Why Is Acne So Hard to Solve?
“The problem is: your genes are your genes, so we do our best to adjust to those factors,” Dr. Bhanusali says. “For example, a lot of the big medical conditions that exist, like eczema, are chronic. It could go away for many months, if not years, and come back. The same with hypertension. Once you have high blood pressure, the pills just help the symptoms and keep it in check, but your blood pressure will go high without the medication. Acne is similar.”
Dr. Shari Marchbein, MD, FAAD, board-certified dermatologist and a fellow of the American Academy of Dermatology, adds that acne has long been marketed the wrong way, leaving its medical component out of messaging.

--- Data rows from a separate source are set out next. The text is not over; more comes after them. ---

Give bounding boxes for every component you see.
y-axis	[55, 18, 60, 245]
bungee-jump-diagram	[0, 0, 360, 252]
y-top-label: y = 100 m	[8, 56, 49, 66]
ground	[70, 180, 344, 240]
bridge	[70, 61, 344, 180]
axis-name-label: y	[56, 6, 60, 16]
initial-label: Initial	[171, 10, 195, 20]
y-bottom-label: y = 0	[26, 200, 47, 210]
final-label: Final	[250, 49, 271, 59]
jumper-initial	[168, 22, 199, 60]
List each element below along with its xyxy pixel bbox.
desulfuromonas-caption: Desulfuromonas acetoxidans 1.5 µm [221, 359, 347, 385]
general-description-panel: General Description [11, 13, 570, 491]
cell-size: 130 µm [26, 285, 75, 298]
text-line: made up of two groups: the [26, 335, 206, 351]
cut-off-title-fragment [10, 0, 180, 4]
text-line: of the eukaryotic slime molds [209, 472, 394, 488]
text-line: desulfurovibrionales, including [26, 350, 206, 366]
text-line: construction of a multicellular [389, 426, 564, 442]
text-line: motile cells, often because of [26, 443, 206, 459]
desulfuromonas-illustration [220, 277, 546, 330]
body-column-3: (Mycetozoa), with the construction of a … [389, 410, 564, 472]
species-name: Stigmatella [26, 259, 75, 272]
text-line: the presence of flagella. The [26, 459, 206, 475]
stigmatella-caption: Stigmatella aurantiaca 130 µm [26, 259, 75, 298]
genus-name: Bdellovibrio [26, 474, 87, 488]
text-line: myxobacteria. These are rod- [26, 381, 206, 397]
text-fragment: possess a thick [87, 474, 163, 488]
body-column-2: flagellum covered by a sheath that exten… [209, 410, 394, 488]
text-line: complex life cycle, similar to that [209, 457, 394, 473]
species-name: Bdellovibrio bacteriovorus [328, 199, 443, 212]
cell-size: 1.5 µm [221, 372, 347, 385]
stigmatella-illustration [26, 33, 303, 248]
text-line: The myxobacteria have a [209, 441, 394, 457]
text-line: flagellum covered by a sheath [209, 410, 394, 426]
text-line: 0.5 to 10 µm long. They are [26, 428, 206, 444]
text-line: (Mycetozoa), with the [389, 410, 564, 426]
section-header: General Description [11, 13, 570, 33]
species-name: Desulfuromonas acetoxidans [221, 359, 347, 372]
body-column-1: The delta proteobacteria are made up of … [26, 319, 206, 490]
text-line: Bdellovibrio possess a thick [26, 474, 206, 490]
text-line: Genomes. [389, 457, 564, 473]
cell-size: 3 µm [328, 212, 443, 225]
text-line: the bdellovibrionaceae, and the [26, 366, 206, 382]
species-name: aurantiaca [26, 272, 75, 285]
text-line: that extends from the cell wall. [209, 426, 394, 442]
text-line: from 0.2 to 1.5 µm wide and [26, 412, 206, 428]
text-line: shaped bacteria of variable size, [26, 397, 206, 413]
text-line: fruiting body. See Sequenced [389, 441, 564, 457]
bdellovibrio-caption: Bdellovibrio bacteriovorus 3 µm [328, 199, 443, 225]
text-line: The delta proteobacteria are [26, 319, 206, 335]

“We don’t have a cure for diabetes, or high blood pressure, or thyroid disease, and acne is the same: It’s a chronic medical condition, for which there is no cure. But we have wonderful treatments,” Dr. Marchbein says. “People think of acne as cosmetic issue, which it certainly is not. There are cosmetic implications like scarring or hyperpigmentation, but I think we really need to have a shift in the way we think about acne.”

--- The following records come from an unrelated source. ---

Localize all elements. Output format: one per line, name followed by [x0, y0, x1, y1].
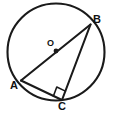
center-label-o: O: [47, 39, 54, 48]
point-label-c: C: [58, 101, 66, 112]
geometry-diagram: A B C O: [0, 0, 113, 114]
point-label-a: A: [10, 80, 18, 91]
point-label-b: B: [93, 14, 101, 25]
center-point-dot: [54, 49, 59, 54]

Both Dr. Bhanusali and Dr. Marchbein insist isotretinoin is the closest you can get to clear skin, but there are new alternatives. Accure is a laser system developed for treating acne, while topical prescription cream Winlevi targets oil production to prevent breakouts. And of course, there’s spironolactone, an oral blood pressure medication, used off-label to help with hormonal acne in women.

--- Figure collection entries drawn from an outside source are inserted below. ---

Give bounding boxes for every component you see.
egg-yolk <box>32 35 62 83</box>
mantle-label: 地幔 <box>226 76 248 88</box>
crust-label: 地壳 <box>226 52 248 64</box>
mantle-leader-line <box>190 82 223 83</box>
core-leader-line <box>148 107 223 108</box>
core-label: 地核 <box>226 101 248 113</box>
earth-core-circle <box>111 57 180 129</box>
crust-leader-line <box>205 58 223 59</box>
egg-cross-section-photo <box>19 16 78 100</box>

What do all these treatments have in common? They must be prescribed by a doctor. “These are medicines that need to be used under the direction and care of the dermatologist, period,” says Dr. Marchbein. “We don’t just get our own high blood pressure medicine. We don’t just prescribe ourselves centroid for thyroid disease. There’s a reason that we have board-certified physicians.”
However, we’re not too far off from an emergency overnight fix for pimples—you know, the ones that always seem to pop up before a big event.
“[An overnight treatment] will exist and I think we’re getting better with that. I can say [from my experience] working on some things,” says Dr. Bhanusali. “The next iteration of acne patches will have targeted treatment, depending on the technology. So, on a pimple-by-pimple basis, we will have better options in the next year or two. Improvements in delivery, getting actives to where they need to be. Most pimple patches are just removing debris and waste. But you can have different actives that play a part in wound healing and pigmentation.”